Pitch Classes Octaves Note Count Note Duration Pitch Gradient Pitch Range Pitch Trigram

All 64.29 21.43 1.25 2.41 3.50 1.20 0.31Keyboard 66.26 21.28 1.00 2.70 2.45 0.86 0.20Strings 60.70 27.67 0.00 0.24 2.98 0.90 −0.25

trigram increases the accuracy in the strings dataset. Thus, it can be useful to consult the detailedresults in Figures 3–7, not just the averages in thistable, when deciding what features to include in aspecific comparison.

Conclusions

In this article we presented a new technique forcomposer classification, using a number of featuresand characteristics for composer classification froma data set of compositions. We showed that the pitchclass and octave features are the most significantcompositional characteristics compared to otherclassification features. The next-most significantfeatures are the two best-performing features thatwere automatically generated by the CHECKUPexploratory tool classifier: note duration and pitchgradient. We showed, for the multiple-composerdata sets, that the SimpleLogistic classifier is thebest performer of the WEKA classifiers tested.

We succeeded in classifying various multiple-composer data sets and all binary combinations ofcomposers, including data sets with specific and non-specific genre and instrumentation. We achievedclassification accuracy of 97 percent between Bachand Chopin from their compositions, compared tothe nearly 80 percent accuracy achieved by Geertzenand Zaanen (2008). We noticed that classification ofmultiple composers was not dependent on genre orinstrumentation. Most of the accuracies are above90 percent in all composer pairs with or withoutinstrumentation distinctions. The classificationperformance for pairs of composers in instrument-specific data sets is higher than non-instrumentspecific data sets in most cases.

The Haydn–Mozart classification accuracy is75.16 percent in keyboard scores.
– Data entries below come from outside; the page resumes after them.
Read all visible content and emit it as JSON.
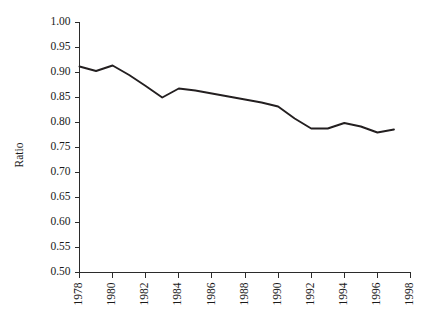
{
  "chart_data": {
    "type": "line",
    "title": "",
    "xlabel": "",
    "ylabel": "Ratio",
    "xlim": [
      1977,
      1998
    ],
    "ylim": [
      0.5,
      1.0
    ],
    "grid": false,
    "legend": null,
    "y_ticks": [
      "0.50",
      "0.55",
      "0.60",
      "0.65",
      "0.70",
      "0.75",
      "0.80",
      "0.85",
      "0.90",
      "0.95",
      "1.00"
    ],
    "y_tick_values": [
      0.5,
      0.55,
      0.6,
      0.65,
      0.7,
      0.75,
      0.8,
      0.85,
      0.9,
      0.95,
      1.0
    ],
    "x_ticks": [
      "1978",
      "1980",
      "1982",
      "1984",
      "1986",
      "1988",
      "1990",
      "1992",
      "1994",
      "1996",
      "1998"
    ],
    "x_tick_values": [
      1978,
      1980,
      1982,
      1984,
      1986,
      1988,
      1990,
      1992,
      1994,
      1996,
      1998
    ],
    "x": [
      1978,
      1979,
      1980,
      1981,
      1982,
      1983,
      1984,
      1985,
      1986,
      1987,
      1988,
      1989,
      1990,
      1991,
      1992,
      1993,
      1994,
      1995,
      1996,
      1997
    ],
    "values": [
      0.912,
      0.903,
      0.914,
      0.895,
      0.873,
      0.85,
      0.868,
      0.864,
      0.858,
      0.852,
      0.846,
      0.84,
      0.832,
      0.808,
      0.788,
      0.788,
      0.799,
      0.792,
      0.78,
      0.786
    ],
    "series": [
      {
        "name": "Ratio",
        "color": "#231f20",
        "values": [
          0.912,
          0.903,
          0.914,
          0.895,
          0.873,
          0.85,
          0.868,
          0.864,
          0.858,
          0.852,
          0.846,
          0.84,
          0.832,
          0.808,
          0.788,
          0.788,
          0.799,
          0.792,
          0.78,
          0.786
        ]
      }
    ]
  },
  "axes": {
    "y_axis_label": "Ratio",
    "x_tick_rotation": "90"
  }
}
We learned thatfeatures can increase or decrease the accuracy, either

independently of, or depending on, other features.Further investigation needs to be done in order toincrease the overall classification accuracy for alarge number of composers. In the Melisma Notesfile format, as used in the current work, the voicesare mixed together in the note list; future researchmight investigate how the results change if voiceinformation is preserved.

Note that these results concern machine classifi-cation and do not necessarily apply to human musicperception. In these experiments, pitch class wasfound to be the most significant feature for accuratediscrimination between composers. However, mosthumans, including musicians, do not possess perfectpitch. Therefore, when guessing the composer ofa composition to which they are listening, peoplerely more on intervals (relative pitch distances) thanon pitch classes per se. Transposing a compositionupward by a semitone, for example, probably haslittle impact on human identification of composers,even though it drastically changes the distributionof pitch classes. An expansion of the experimentsdescribed herein might encode notes as intervalsfrom a key center (tonic note), and compare classi-fier results of this representation to results obtainedfrom using only pitch classes.